Left join using LINQ

前端 未结 5 1637
心在旅途
心在旅途 2021-01-12 05:31

Could someone give me an example of how to perform a left join operation using LINQ/lambda expressions?

5条回答
  •  清歌不尽
    2021-01-12 05:48

    The way I have found that I like is to combine OuterCollection.SelectMany() with InnerCollection.DefaultIfEmpty(). You can run the following in LINQPad using "C# Statements" mode.

    var teams = new[] 
        { 
            new { Id = 1, Name = "Tigers" }, 
            new { Id = 2, Name = "Sharks" }, 
            new { Id = 3, Name = "Rangers" },
        };
    
    var players = new[] 
        { 
            new { Name = "Abe", TeamId = 2}, 
            new { Name = "Beth", TeamId = 4}, 
            new { Name = "Chaz", TeamId = 1}, 
            new { Name = "Dee", TeamId = 2}, 
        };
    
    // SelectMany generally aggregates a collection based upon a selector: from the outer item to
    //  a collection of the inner item.  Adding .DefaultIfEmpty ensures that every outer item
    //  will map to something, even null.  This circumstance makes the query a left outer join.
    // Here we use a form of SelectMany with a second selector parameter that performs an
    //  an additional transformation from the (outer,inner) pair to an arbitrary value (an
    //  an anonymous type in this case.)
    var teamAndPlayer = teams.SelectMany(
        team => 
            players
            .Where(player => player.TeamId == team.Id)
            .DefaultIfEmpty(),
        (team, player) => new 
            { 
                 Team = team.Name, 
                 Player = player != null ? player.Name : null 
            });
    
    teamAndPlayer.Dump();
    
    // teamAndPlayer is:
    //     { 
    //         {"Tigers", "Chaz"},
    //         {"Sharks", "Abe"},
    //         {"Sharks", "Dee"},
    //         {"Rangers", null}
    //     }
    

    While experimenting with this, I found that sometimes you can omit the null-check of player in the instantiation of the anonymous type. I think that this is the case when using LINQ-to-SQL on a database (instead of these arrays here, which I think makes it LINQ-to-objects or something.) I think that the omission of the null check works in LINQ-to-SQL because the query is translated into a SQL LEFT OUTER JOIN, which skips straight to joining null with the outer item. (Note that the value of the anonymous object's property must be nullable; so if you want to safely include an int, say, you would need something like: new { TeamId = (int?)player.TeamId }.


▶ WORK TO BE COMPLETED: Copy every entry verbatim and skip the pictures.

▶ MATERIAL TO PROCESS:

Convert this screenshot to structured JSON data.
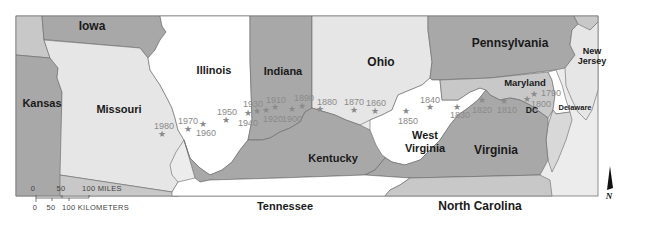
{
  "map": {
    "title": "",
    "states": [
      {
        "name": "Iowa",
        "label": "Iowa"
      },
      {
        "name": "Kansas",
        "label": "Kansas"
      },
      {
        "name": "Missouri",
        "label": "Missouri"
      },
      {
        "name": "Illinois",
        "label": "Illinois"
      },
      {
        "name": "Indiana",
        "label": "Indiana"
      },
      {
        "name": "Ohio",
        "label": "Ohio"
      },
      {
        "name": "Pennsylvania",
        "label": "Pennsylvania"
      },
      {
        "name": "New Jersey",
        "label_line1": "New",
        "label_line2": "Jersey"
      },
      {
        "name": "Maryland",
        "label": "Maryland"
      },
      {
        "name": "Delaware",
        "label": "Delaware"
      },
      {
        "name": "DC",
        "label": "DC"
      },
      {
        "name": "West Virginia",
        "label_line1": "West",
        "label_line2": "Virginia"
      },
      {
        "name": "Virginia",
        "label": "Virginia"
      },
      {
        "name": "Kentucky",
        "label": "Kentucky"
      },
      {
        "name": "Tennessee",
        "label": "Tennessee"
      },
      {
        "name": "North Carolina",
        "label": "North Carolina"
      }
    ],
    "population_center_markers": [
      {
        "year": "1790"
      },
      {
        "year": "1800"
      },
      {
        "year": "1810"
      },
      {
        "year": "1820"
      },
      {
        "year": "1830"
      },
      {
        "year": "1840"
      },
      {
        "year": "1850"
      },
      {
        "year": "1860"
      },
      {
        "year": "1870"
      },
      {
        "year": "1880"
      },
      {
        "year": "1890"
      },
      {
        "year": "1900"
      },
      {
        "year": "1910"
      },
      {
        "year": "1920"
      },
      {
        "year": "1930"
      },
      {
        "year": "1940"
      },
      {
        "year": "1950"
      },
      {
        "year": "1960"
      },
      {
        "year": "1970"
      },
      {
        "year": "1980"
      }
    ],
    "scale_bar": {
      "miles_ticks": [
        "0",
        "50",
        "100 MILES"
      ],
      "km_ticks": [
        "0",
        "50",
        "100 KILOMETERS"
      ]
    },
    "north_arrow": {
      "label": "N"
    },
    "colors": {
      "white_state": "#ffffff",
      "light_state": "#e6e6e6",
      "mid_state": "#c8c8c8",
      "dark_state": "#a8a8a8",
      "water": "#ececec",
      "border": "#555555",
      "marker": "#8a8a8a"
    }
  }
}
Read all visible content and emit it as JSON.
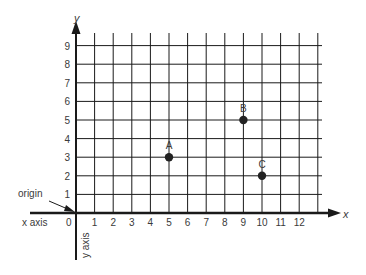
{
  "chart_data": {
    "type": "scatter",
    "title": "",
    "xlabel": "x",
    "ylabel": "y",
    "x_axis_name": "x axis",
    "y_axis_name": "y axis",
    "origin_label": "origin",
    "origin_tick": "0",
    "x_ticks": [
      "1",
      "2",
      "3",
      "4",
      "5",
      "6",
      "7",
      "8",
      "9",
      "10",
      "11",
      "12"
    ],
    "y_ticks": [
      "1",
      "2",
      "3",
      "4",
      "5",
      "6",
      "7",
      "8",
      "9"
    ],
    "xlim": [
      0,
      13
    ],
    "ylim": [
      0,
      9.6
    ],
    "grid": true,
    "points": [
      {
        "label": "A",
        "x": 5,
        "y": 3
      },
      {
        "label": "B",
        "x": 9,
        "y": 5
      },
      {
        "label": "C",
        "x": 10,
        "y": 2
      }
    ]
  },
  "colors": {
    "ink": "#1a1a1a",
    "text": "#3a3a3a",
    "background": "#ffffff"
  }
}
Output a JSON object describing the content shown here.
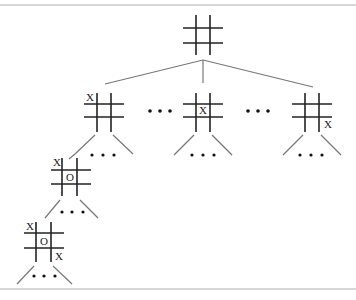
{
  "diagram": {
    "ellipsis": "• • •",
    "root": {
      "marks": []
    },
    "level1": [
      {
        "id": "left",
        "marks": [
          {
            "symbol": "X",
            "cell": "top-left"
          }
        ]
      },
      {
        "id": "middle",
        "marks": [
          {
            "symbol": "X",
            "cell": "center"
          }
        ]
      },
      {
        "id": "right",
        "marks": [
          {
            "symbol": "X",
            "cell": "bottom-right"
          }
        ]
      }
    ],
    "level2": {
      "marks": [
        {
          "symbol": "X",
          "cell": "top-left"
        },
        {
          "symbol": "O",
          "cell": "center"
        }
      ]
    },
    "level3": {
      "marks": [
        {
          "symbol": "X",
          "cell": "top-left"
        },
        {
          "symbol": "O",
          "cell": "center"
        },
        {
          "symbol": "X",
          "cell": "bottom-right"
        }
      ]
    },
    "labels": {
      "x": "X",
      "o": "O",
      "sibling_ellipsis": "• • •"
    }
  }
}
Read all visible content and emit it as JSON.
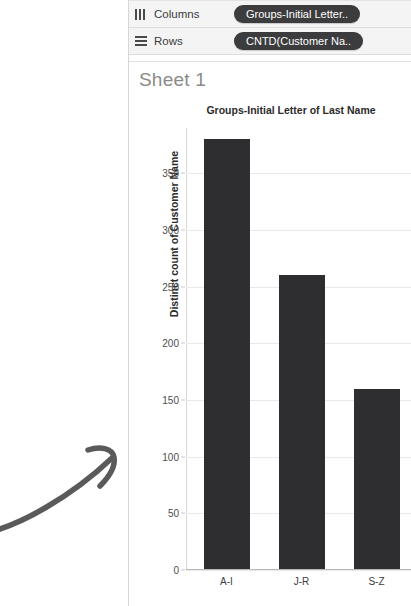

▶ ANSWER:
Convert this screenshot to structured JSON data.
{
  "map": {
    "title": "",
    "states": [
      {
        "name": "Iowa",
        "label": "Iowa"
      },
      {
        "name": "Kansas",
        "label": "Kansas"
      },
      {
        "name": "Missouri",
        "label": "Missouri"
      },
      {
        "name": "Illinois",
        "label": "Illinois"
      },
      {
        "name": "Indiana",
        "label": "Indiana"
      },
      {
        "name": "Ohio",
        "label": "Ohio"
      },
      {
        "name": "Pennsylvania",
        "label": "Pennsylvania"
      },
      {
        "name": "New Jersey",
        "label_line1": "New",
        "label_line2": "Jersey"
      },
      {
        "name": "Maryland",
        "label": "Maryland"
      },
      {
        "name": "Delaware",
        "label": "Delaware"
      },
      {
        "name": "DC",
        "label": "DC"
      },
      {
        "name": "West Virginia",
        "label_line1": "West",
        "label_line2": "Virginia"
      },
      {
        "name": "Virginia",
        "label": "Virginia"
      },
      {
        "name": "Kentucky",
        "label": "Kentucky"
      },
      {
        "name": "Tennessee",
        "label": "Tennessee"
      },
      {
        "name": "North Carolina",
        "label": "North Carolina"
      }
    ],
    "population_center_markers": [
      {
        "year": "1790"
      },
      {
        "year": "1800"
      },
      {
        "year": "1810"
      },
      {
        "year": "1820"
      },
      {
        "year": "1830"
      },
      {
        "year": "1840"
      },
      {
        "year": "1850"
      },
      {
        "year": "1860"
      },
      {
        "year": "1870"
      },
      {
        "year": "1880"
      },
      {
        "year": "1890"
      },
      {
        "year": "1900"
      },
      {
        "year": "1910"
      },
      {
        "year": "1920"
      },
      {
        "year": "1930"
      },
      {
        "year": "1940"
      },
      {
        "year": "1950"
      },
      {
        "year": "1960"
      },
      {
        "year": "1970"
      },
      {
        "year": "1980"
      }
    ],
    "scale_bar": {
      "miles_ticks": [
        "0",
        "50",
        "100 MILES"
      ],
      "km_ticks": [
        "0",
        "50",
        "100 KILOMETERS"
      ]
    },
    "north_arrow": {
      "label": "N"
    },
    "colors": {
      "white_state": "#ffffff",
      "light_state": "#e6e6e6",
      "mid_state": "#c8c8c8",
      "dark_state": "#a8a8a8",
      "water": "#ececec",
      "border": "#555555",
      "marker": "#8a8a8a"
    }
  }
}
Read all visible content and emit it as JSON.
{
  "chart_data": {
    "type": "scatter",
    "title": "",
    "xlabel": "x",
    "ylabel": "y",
    "x_axis_name": "x axis",
    "y_axis_name": "y axis",
    "origin_label": "origin",
    "origin_tick": "0",
    "x_ticks": [
      "1",
      "2",
      "3",
      "4",
      "5",
      "6",
      "7",
      "8",
      "9",
      "10",
      "11",
      "12"
    ],
    "y_ticks": [
      "1",
      "2",
      "3",
      "4",
      "5",
      "6",
      "7",
      "8",
      "9"
    ],
    "xlim": [
      0,
      13
    ],
    "ylim": [
      0,
      9.6
    ],
    "grid": true,
    "points": [
      {
        "label": "A",
        "x": 5,
        "y": 3
      },
      {
        "label": "B",
        "x": 9,
        "y": 5
      },
      {
        "label": "C",
        "x": 10,
        "y": 2
      }
    ]
  },
  "colors": {
    "ink": "#1a1a1a",
    "text": "#3a3a3a",
    "background": "#ffffff"
  }
}
Output a JSON object describing the content shown here.
{
  "diagram": {
    "ellipsis": "• • •",
    "root": {
      "marks": []
    },
    "level1": [
      {
        "id": "left",
        "marks": [
          {
            "symbol": "X",
            "cell": "top-left"
          }
        ]
      },
      {
        "id": "middle",
        "marks": [
          {
            "symbol": "X",
            "cell": "center"
          }
        ]
      },
      {
        "id": "right",
        "marks": [
          {
            "symbol": "X",
            "cell": "bottom-right"
          }
        ]
      }
    ],
    "level2": {
      "marks": [
        {
          "symbol": "X",
          "cell": "top-left"
        },
        {
          "symbol": "O",
          "cell": "center"
        }
      ]
    },
    "level3": {
      "marks": [
        {
          "symbol": "X",
          "cell": "top-left"
        },
        {
          "symbol": "O",
          "cell": "center"
        },
        {
          "symbol": "X",
          "cell": "bottom-right"
        }
      ]
    },
    "labels": {
      "x": "X",
      "o": "O",
      "sibling_ellipsis": "• • •"
    }
  }
}
Read all visible content and emit it as JSON.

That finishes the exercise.